An astonishing novel of unjust conviction, lost love and a journalist’s obsession.
Over the course of several months, eight people vanish from their homes in the same Japanese town, a single playing card found on each door. Known as the ‘Narito Disappearances’, the crime has authorities baffled—until a confession is delivered to the police, signed by Oda Sotatsu, a thread salesman. Sotatsu is arrested, jailed, and interrogated—but he refuses to speak. Even as his parents, brother and sister come to visit him, even as his execution looms, and even as a young woman named Jito Joo enters his cell, he maintains his vow of silence.
Our narrator, a journalist named Jesse Ball, is grappling with mysteries of his own when he becomes fascinated by the case. Why did Sotatsu confess? Why won’t he speak? Who is Jito Joo? As Ball interviews Sotatsu’s family, friends, and jailers, he uncovers a complex story of heartbreak, deceit, honour and chance.
Wildly inventive and emotionally powerful, Silence Once Begun is a devastating portrayal of a justice system compromised, and evidence that Jesse Ball is a voraciously gifted novelist working at the height of his powers.
‘Strange, brief, beguiling… Ball’s talents, both as a storyteller and a writer of prose, tend to burst the borders of his structures. His language is chastely lyrical, with a discreet musicality… He is often appealingly funny, in an absurdist manner.’
‘“Jesse Ball” investigates a series of disappearances, a wrongful conviction and a love story in modern-day Osaka, Japan. [He] makes readers’ heads spin yet again with a darker but more tempered version of his strange, almost whimsical multimedia creations … There’s no denying the fascination his aberrant storytelling inspires.‘
‘Beginning as a work of seeming reportage, Silence Once Begun transforms into a graceful and multifaceted fable on the nature of truth and identity.’
‘Ball’s spare, meditative, Rashomon-like novel, a work of exceptional control and exquisite nuance, consists of contradictory transcripts, poetic letters, a striking fable, and melancholy musings. Enigmatic black-and-white photographs add to the subtly cinematic mode. With echoes of Franz Kafka, Paul Auster, and Kobo Abe, Ball creates an elegantly chilling and provocatively metaphysical tale.’
‘A piercing tragedy in a language that combines subtlety and simplicity in such a way that it causes a reader to go carefully, not wanting to miss a word.’
‘A wondrous and provocatively strange reading experience that places the actual Jesse Ball among our most compelling and daring writers today.’
‘A heartbreaking tale of bewilderingly unnecessary tragedy. Psychologically astute and precisely, lucidly written, the book can be read quickly but tempts the reader to slow down, the better to enjoy the subtleties and beauties held within deceptively simple sentences.’
‘Immediately and completely absorbing, sucking you in and—a too brief couple of hours later—spitting you right back out again.’
‘Silence Once Begun is a suspenseful, philosophical novel masquerading as reportage. Its preoccupations are complex, but it’s written with great clarity…The resonances between the narratives—the recourse to silence, inexplicable disappearances, the ineffable qualities of love and loss—are treated with delicacy and restraint.’
‘Jesse Ball is a novel-writing maverick…Silence Once Begun, Ball’s fourth novel, is a fitting addition to an idiosyncratic body of work…Here he bridges the dichotomy [of the personal and the political] with searing force…Ball indulges our natural curiosity about what’s real and simultaneously repudiates the idea that it matters. This is a writer too interested in the transformative power of language to come down on one banal side or the other.’
‘A unique book with an experimental style. Ball is skilful in his ability to meld a complex plot with cross-cultural differences and a peculiar interview/transcript presentation…Haunting and discomforting.’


◆ **BRIEF**
Your answer should consist of each line below that includes the word "interactable".

Items from a data source:
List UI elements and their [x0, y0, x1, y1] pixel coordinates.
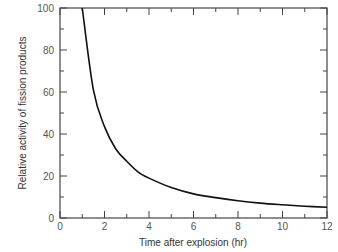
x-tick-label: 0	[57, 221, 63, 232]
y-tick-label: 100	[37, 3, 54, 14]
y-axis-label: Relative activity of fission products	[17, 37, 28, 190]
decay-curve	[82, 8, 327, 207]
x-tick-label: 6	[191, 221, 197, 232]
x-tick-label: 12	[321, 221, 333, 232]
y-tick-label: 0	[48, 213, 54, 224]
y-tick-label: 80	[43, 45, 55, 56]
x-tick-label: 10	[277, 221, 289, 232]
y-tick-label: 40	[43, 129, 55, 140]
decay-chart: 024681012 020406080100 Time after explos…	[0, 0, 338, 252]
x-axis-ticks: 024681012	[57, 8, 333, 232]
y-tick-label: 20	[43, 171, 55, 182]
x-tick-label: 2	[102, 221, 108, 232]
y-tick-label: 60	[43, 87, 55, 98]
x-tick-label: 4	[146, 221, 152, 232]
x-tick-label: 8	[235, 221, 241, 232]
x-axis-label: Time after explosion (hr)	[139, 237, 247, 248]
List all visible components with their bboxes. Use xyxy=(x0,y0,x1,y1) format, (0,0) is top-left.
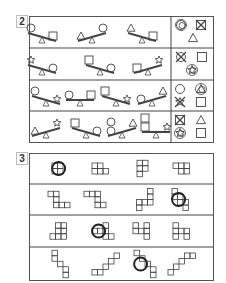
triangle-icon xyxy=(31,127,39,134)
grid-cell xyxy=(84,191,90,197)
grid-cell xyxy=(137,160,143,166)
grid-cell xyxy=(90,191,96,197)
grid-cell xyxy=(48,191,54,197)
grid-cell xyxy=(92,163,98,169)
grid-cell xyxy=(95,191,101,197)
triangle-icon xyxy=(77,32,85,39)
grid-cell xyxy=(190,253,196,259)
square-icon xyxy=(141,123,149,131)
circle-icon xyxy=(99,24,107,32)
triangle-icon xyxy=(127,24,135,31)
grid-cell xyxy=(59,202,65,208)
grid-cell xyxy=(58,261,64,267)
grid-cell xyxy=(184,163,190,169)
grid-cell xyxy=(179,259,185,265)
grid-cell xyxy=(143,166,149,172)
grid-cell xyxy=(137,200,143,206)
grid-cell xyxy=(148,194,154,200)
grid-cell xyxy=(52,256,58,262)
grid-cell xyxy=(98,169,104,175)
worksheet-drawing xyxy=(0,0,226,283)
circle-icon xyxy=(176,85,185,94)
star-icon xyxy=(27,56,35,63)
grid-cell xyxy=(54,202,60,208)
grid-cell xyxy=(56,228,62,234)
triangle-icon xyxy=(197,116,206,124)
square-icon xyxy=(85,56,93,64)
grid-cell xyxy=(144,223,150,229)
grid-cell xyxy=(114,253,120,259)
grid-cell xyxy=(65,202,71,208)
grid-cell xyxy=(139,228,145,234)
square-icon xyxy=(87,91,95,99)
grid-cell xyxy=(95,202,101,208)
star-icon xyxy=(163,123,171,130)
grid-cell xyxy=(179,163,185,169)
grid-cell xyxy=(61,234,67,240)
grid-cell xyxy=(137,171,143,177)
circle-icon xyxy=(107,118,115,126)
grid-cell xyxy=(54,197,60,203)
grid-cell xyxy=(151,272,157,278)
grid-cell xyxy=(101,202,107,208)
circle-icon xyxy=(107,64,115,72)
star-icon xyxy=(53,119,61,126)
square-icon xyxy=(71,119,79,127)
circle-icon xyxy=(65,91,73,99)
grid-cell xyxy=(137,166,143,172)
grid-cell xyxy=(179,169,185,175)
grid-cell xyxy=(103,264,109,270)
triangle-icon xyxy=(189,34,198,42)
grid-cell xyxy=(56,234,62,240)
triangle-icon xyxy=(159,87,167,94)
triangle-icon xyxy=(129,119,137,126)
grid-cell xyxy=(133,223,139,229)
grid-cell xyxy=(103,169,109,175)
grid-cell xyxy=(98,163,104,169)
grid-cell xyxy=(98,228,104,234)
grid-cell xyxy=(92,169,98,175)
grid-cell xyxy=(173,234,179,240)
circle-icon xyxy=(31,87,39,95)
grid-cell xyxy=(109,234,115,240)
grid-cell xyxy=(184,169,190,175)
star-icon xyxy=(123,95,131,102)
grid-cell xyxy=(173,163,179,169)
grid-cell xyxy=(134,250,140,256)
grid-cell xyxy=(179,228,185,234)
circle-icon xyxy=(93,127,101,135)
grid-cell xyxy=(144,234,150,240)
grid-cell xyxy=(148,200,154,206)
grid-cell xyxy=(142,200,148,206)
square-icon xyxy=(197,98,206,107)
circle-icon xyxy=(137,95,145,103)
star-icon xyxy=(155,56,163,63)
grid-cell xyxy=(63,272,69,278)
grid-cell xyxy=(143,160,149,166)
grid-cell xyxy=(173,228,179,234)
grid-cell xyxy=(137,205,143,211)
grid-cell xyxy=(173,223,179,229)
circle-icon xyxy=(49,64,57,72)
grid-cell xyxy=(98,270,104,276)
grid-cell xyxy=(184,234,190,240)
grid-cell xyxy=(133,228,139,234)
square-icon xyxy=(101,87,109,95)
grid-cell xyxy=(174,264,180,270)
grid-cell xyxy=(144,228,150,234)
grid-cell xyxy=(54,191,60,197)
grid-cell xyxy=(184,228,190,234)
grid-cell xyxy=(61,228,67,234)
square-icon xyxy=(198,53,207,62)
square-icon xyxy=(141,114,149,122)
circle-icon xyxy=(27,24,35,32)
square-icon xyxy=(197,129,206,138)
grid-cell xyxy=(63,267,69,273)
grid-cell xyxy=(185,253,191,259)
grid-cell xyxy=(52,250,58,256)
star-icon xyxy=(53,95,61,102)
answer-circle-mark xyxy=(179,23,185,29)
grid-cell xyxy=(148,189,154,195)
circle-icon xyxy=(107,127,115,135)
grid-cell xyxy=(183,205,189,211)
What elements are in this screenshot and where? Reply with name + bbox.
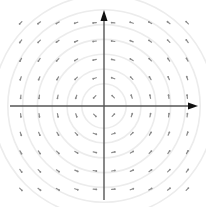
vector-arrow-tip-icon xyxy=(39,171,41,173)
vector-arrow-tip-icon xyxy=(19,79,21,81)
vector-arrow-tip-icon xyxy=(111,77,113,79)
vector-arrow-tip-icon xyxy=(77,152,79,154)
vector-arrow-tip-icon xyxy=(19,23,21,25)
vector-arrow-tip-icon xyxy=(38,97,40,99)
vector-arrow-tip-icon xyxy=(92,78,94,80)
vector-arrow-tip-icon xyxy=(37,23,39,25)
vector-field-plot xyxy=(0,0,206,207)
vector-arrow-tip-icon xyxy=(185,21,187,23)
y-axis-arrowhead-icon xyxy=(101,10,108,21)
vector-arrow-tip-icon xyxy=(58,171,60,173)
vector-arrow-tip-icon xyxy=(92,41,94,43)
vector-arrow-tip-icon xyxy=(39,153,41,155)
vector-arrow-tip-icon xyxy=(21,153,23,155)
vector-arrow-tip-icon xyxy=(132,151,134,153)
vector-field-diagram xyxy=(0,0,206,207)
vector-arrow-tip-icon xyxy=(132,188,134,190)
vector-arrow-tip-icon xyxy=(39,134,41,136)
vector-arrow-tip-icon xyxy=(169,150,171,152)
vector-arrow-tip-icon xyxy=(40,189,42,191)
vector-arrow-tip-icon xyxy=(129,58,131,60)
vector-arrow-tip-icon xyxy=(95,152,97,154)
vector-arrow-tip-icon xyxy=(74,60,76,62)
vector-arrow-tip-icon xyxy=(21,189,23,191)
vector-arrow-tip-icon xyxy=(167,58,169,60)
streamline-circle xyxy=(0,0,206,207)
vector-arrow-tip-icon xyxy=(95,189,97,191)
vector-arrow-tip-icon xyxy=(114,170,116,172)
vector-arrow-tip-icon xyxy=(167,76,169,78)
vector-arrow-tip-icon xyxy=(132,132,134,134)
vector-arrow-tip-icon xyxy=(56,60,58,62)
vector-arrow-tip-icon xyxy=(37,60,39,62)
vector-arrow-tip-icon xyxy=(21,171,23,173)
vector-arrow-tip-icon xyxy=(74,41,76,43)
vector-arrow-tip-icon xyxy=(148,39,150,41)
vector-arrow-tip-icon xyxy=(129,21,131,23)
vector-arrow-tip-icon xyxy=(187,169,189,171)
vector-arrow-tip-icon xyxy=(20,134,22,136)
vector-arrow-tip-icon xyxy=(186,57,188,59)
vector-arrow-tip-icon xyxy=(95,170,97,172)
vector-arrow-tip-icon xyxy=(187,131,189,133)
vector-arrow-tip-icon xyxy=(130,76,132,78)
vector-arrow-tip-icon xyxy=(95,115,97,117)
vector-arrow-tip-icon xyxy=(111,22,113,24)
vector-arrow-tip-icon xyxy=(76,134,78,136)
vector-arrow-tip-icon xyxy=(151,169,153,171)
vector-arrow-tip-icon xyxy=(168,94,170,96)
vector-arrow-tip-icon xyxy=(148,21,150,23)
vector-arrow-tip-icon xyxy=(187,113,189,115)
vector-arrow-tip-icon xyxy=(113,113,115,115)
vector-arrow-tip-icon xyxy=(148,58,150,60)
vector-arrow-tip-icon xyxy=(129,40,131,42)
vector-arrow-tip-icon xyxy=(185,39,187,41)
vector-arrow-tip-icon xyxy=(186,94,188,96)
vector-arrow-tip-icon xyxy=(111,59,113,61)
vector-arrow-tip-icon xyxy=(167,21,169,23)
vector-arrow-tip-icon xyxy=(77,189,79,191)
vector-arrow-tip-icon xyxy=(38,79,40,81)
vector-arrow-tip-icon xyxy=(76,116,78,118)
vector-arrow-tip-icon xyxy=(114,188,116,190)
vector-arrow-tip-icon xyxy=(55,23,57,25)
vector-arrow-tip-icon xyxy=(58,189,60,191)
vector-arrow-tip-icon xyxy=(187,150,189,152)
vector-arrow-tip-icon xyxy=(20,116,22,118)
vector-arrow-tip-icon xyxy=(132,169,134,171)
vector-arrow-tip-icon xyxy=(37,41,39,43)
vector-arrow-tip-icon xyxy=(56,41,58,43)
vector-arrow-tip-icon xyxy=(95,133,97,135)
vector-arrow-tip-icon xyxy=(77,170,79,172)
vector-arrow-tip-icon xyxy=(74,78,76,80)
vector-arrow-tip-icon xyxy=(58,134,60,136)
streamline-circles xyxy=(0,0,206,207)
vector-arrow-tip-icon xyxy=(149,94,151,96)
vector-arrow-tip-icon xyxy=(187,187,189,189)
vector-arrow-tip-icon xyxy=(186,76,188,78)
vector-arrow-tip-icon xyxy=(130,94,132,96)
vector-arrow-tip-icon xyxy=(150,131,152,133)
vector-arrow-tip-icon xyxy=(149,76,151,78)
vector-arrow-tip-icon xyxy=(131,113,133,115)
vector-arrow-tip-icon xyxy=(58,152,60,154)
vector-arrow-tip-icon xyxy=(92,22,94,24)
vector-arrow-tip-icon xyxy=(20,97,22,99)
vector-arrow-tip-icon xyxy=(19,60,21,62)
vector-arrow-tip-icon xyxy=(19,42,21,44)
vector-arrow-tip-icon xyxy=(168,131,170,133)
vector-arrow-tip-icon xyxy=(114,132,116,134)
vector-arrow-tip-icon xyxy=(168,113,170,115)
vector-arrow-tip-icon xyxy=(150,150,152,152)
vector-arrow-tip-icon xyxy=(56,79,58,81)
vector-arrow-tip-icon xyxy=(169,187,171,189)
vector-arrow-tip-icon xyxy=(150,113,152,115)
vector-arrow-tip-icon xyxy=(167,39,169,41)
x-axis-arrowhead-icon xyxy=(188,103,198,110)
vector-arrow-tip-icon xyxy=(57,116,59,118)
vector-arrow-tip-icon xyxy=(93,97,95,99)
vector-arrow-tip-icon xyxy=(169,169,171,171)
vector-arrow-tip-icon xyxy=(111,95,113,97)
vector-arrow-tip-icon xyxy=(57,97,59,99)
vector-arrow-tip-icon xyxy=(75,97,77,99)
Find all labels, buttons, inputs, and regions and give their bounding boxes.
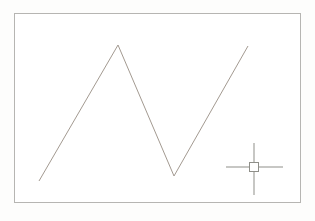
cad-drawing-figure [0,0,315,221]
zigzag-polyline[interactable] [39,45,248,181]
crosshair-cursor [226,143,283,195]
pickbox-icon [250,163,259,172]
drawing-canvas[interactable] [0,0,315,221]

◆ **YOUR RESPONSE**
zigzag-polyline[interactable] [39,45,248,181]
drawing-canvas[interactable] [0,0,315,221]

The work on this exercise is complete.